Common PDF Printing Problems
- Content cut off at edges — margins don't match the paper size
- Blank pages printing — the PDF has blank pages baked in
- Tiny or huge output — incorrect scaling applied automatically
- Wrong page orientation — landscape content printing in portrait
- Colors look different — RGB vs CMYK color space mismatch
Understanding the cause makes the fix straightforward.
Step 1: Check Print Settings Before You Print
Always open the print dialog and review these settings before printing:
- Paper size — match the PDF's page size (usually A4 or Letter)
- Orientation — select Portrait or Landscape to match the document
- Scaling — set to "Actual size" or 100% to avoid distortion
- Page range — specify only the pages you need to avoid wasting paper
Step 2: Use "Actual Size" for Documents
Printers often default to "Fit to page," which shrinks content slightly. For business documents, contracts, and forms, always choose Actual Size (100%) to preserve the original layout and font sizes.
Step 3: Rotate Before Printing if Needed
If your document's pages are rotated incorrectly, fix them before printing. Docento.app lets you rotate pages within the PDF directly in your browser — see how to rotate a PDF page for a quick walkthrough.

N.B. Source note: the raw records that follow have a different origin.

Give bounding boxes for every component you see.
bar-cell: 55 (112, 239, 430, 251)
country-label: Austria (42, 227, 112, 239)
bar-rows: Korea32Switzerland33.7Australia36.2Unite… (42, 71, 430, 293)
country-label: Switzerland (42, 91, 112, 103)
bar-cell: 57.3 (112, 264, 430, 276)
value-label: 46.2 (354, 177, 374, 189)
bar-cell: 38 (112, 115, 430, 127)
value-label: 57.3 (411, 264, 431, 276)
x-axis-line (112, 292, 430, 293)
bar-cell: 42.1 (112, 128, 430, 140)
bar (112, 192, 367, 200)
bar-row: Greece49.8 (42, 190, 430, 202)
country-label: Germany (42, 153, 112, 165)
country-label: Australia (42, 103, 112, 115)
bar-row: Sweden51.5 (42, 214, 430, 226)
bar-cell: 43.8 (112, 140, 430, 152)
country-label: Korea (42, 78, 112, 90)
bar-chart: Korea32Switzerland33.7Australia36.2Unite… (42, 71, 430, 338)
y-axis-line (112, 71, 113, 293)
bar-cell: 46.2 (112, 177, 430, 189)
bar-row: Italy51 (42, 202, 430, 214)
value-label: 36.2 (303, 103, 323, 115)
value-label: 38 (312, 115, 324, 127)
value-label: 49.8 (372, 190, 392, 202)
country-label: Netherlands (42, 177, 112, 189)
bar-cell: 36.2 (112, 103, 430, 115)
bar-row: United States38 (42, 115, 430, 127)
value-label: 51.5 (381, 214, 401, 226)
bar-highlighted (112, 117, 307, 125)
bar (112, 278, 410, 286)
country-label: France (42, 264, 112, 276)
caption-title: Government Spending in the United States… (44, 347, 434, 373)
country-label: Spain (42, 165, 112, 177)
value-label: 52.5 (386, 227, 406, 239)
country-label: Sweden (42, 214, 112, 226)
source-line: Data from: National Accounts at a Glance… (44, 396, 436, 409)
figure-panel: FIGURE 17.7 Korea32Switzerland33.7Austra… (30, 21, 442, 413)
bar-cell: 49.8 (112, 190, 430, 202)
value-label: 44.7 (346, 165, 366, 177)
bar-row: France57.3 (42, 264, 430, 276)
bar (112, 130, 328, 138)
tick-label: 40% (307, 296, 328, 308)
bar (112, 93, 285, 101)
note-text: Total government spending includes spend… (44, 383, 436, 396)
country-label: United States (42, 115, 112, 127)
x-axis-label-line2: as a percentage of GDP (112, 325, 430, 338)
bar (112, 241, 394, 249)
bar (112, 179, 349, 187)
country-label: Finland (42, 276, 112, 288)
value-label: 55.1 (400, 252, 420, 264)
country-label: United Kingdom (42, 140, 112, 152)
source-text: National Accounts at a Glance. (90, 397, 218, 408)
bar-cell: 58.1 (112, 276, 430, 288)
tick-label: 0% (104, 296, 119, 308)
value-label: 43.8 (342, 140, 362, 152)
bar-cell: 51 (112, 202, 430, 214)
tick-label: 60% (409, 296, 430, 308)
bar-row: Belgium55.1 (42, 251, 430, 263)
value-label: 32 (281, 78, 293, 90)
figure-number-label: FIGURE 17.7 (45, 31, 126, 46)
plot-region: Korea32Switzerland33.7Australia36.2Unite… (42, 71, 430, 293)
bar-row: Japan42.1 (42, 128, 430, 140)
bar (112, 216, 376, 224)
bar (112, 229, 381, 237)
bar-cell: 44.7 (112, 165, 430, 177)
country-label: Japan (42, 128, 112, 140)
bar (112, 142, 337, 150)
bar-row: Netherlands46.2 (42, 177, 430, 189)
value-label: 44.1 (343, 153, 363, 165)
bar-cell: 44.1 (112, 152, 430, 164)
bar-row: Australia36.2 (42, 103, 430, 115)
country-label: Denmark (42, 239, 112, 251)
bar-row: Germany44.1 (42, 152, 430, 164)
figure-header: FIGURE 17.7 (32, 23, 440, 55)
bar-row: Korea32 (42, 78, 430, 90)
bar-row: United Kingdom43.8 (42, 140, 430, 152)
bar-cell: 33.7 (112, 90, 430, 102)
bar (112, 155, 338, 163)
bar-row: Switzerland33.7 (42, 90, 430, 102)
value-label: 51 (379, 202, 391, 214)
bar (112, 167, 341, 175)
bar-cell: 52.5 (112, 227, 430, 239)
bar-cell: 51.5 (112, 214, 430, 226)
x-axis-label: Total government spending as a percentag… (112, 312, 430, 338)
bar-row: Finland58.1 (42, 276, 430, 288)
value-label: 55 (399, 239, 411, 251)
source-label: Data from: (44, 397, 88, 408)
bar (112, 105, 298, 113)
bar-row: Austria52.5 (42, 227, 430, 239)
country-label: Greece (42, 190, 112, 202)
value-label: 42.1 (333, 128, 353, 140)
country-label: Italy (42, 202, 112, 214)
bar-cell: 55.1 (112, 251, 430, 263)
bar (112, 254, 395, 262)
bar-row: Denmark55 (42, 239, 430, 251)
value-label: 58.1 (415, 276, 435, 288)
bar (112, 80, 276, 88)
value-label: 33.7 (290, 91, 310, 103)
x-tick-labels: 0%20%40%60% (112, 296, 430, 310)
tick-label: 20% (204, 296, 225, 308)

Step 4: Print Multiple Pages Per Sheet
For reference materials or handouts, most print dialogs support printing 2, 4, or even 6 pages per sheet. This is under "Layout" or "Multiple" in your print settings.

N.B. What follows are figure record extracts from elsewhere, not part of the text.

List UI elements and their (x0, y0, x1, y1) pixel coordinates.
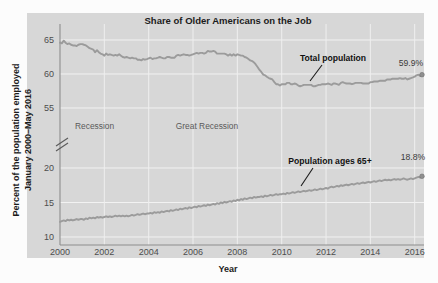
end-label-total-population: 59.9% (399, 58, 424, 68)
series-endpoint-population-65-plus (420, 174, 425, 179)
y-tick-label-10: 10 (44, 232, 54, 242)
chart-title: Share of Older Americans on the Job (145, 15, 312, 26)
series-endpoint-total-population (420, 72, 425, 77)
leader-line-population-65-plus (301, 168, 313, 186)
y-axis-title-line2: January 2000–May 2016 (23, 89, 33, 191)
x-tick-label-2008: 2008 (227, 247, 247, 257)
x-tick-label-2016: 2016 (405, 247, 425, 257)
y-tick-label-15: 15 (44, 198, 54, 208)
x-tick-label-2002: 2002 (94, 247, 114, 257)
series-line-total-population (60, 41, 422, 87)
x-axis-title: Year (218, 264, 238, 274)
annotation-population-65-plus: Population ages 65+ (288, 156, 371, 166)
chart-canvas: 6560552015102000200220042006200820102012… (0, 0, 438, 283)
end-label-population-65-plus: 18.8% (401, 152, 426, 162)
x-tick-label-2000: 2000 (50, 247, 70, 257)
annotation-great-recession: Great Recession (176, 121, 239, 131)
x-tick-label-2010: 2010 (272, 247, 292, 257)
series-line-population-65-plus (60, 176, 422, 222)
x-tick-label-2014: 2014 (360, 247, 380, 257)
y-axis-title-line1: Percent of the population employed (11, 63, 21, 216)
annotation-total-population: Total population (300, 53, 366, 63)
y-tick-label-60: 60 (44, 69, 54, 79)
y-tick-label-55: 55 (44, 103, 54, 113)
annotation-recession: Recession (75, 121, 114, 131)
chart-figure: 6560552015102000200220042006200820102012… (0, 0, 438, 283)
x-tick-label-2012: 2012 (316, 247, 336, 257)
x-tick-label-2006: 2006 (183, 247, 203, 257)
leader-line-total-population (310, 65, 322, 81)
y-tick-label-65: 65 (44, 35, 54, 45)
y-tick-label-20: 20 (44, 163, 54, 173)
x-tick-label-2004: 2004 (139, 247, 159, 257)
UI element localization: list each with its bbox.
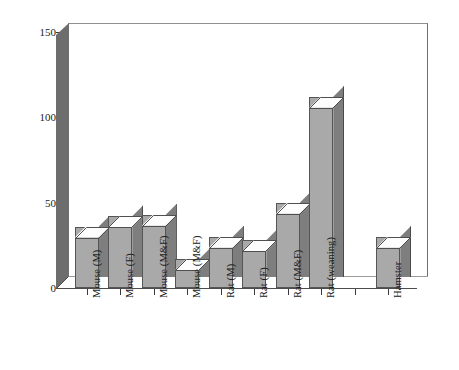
x-tick-label: Mouse (M&F) bbox=[191, 235, 202, 298]
y-axis-ticks: 050100150 bbox=[12, 0, 56, 370]
bar-chart-figure: mg/kg body weight 050100150 Mouse (M)Mou… bbox=[0, 0, 459, 370]
y-axis-wall bbox=[56, 23, 69, 289]
plot-area bbox=[56, 23, 428, 289]
x-tick-label: Mouse (M) bbox=[91, 250, 102, 298]
x-tick-label: Rat (weaning) bbox=[325, 237, 336, 298]
y-tick-label: 100 bbox=[30, 112, 56, 122]
x-tick-label: Hamster bbox=[392, 262, 403, 298]
x-tick-mark bbox=[87, 289, 88, 295]
y-tick-label: 150 bbox=[30, 27, 56, 37]
floor-left-edge bbox=[56, 276, 69, 289]
bar-top-outline bbox=[309, 97, 344, 109]
x-tick-label: Mouse (M&F) bbox=[158, 235, 169, 298]
x-tick-label: Mouse (F) bbox=[124, 253, 135, 298]
x-tick-mark bbox=[120, 289, 121, 295]
y-tick-label: 0 bbox=[30, 283, 56, 293]
bar-top-outline bbox=[376, 237, 411, 249]
x-tick-mark bbox=[221, 289, 222, 295]
bar-top-outline bbox=[75, 227, 110, 239]
bar-top-outline bbox=[142, 215, 177, 227]
x-tick-mark bbox=[254, 289, 255, 295]
x-tick-mark bbox=[388, 289, 389, 295]
bar-top-outline bbox=[276, 203, 311, 215]
x-tick-label: Rat (M&F) bbox=[292, 250, 303, 298]
x-tick-mark bbox=[321, 289, 322, 295]
y-tick-label: 50 bbox=[30, 198, 56, 208]
x-tick-mark bbox=[355, 289, 356, 295]
x-tick-mark bbox=[288, 289, 289, 295]
bar-top-outline bbox=[108, 216, 143, 228]
bar-top-outline bbox=[242, 240, 277, 252]
x-tick-mark bbox=[154, 289, 155, 295]
x-tick-label: Rat (F) bbox=[258, 267, 269, 298]
bar-top-outline bbox=[209, 237, 244, 249]
x-tick-label: Rat (M) bbox=[225, 264, 236, 298]
floor-front-edge bbox=[56, 288, 417, 289]
x-tick-mark bbox=[187, 289, 188, 295]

Step 5: Preview Before Printing
Always use Print Preview to check the layout before sending to the printer. What you see in preview is exactly what will print.
Printing Forms You've Filled Out
If you've filled out a PDF form digitally using Docento.app, export the completed PDF first, then print it. This ensures your text fields and signatures appear correctly on paper. For form-filling tips, see how to fill out a PDF form.
Reducing PDF File Size Before Printing
Large, high-resolution PDFs can slow down or crash some printers. If you're having trouble, compress the PDF first — see how to reduce PDF file size.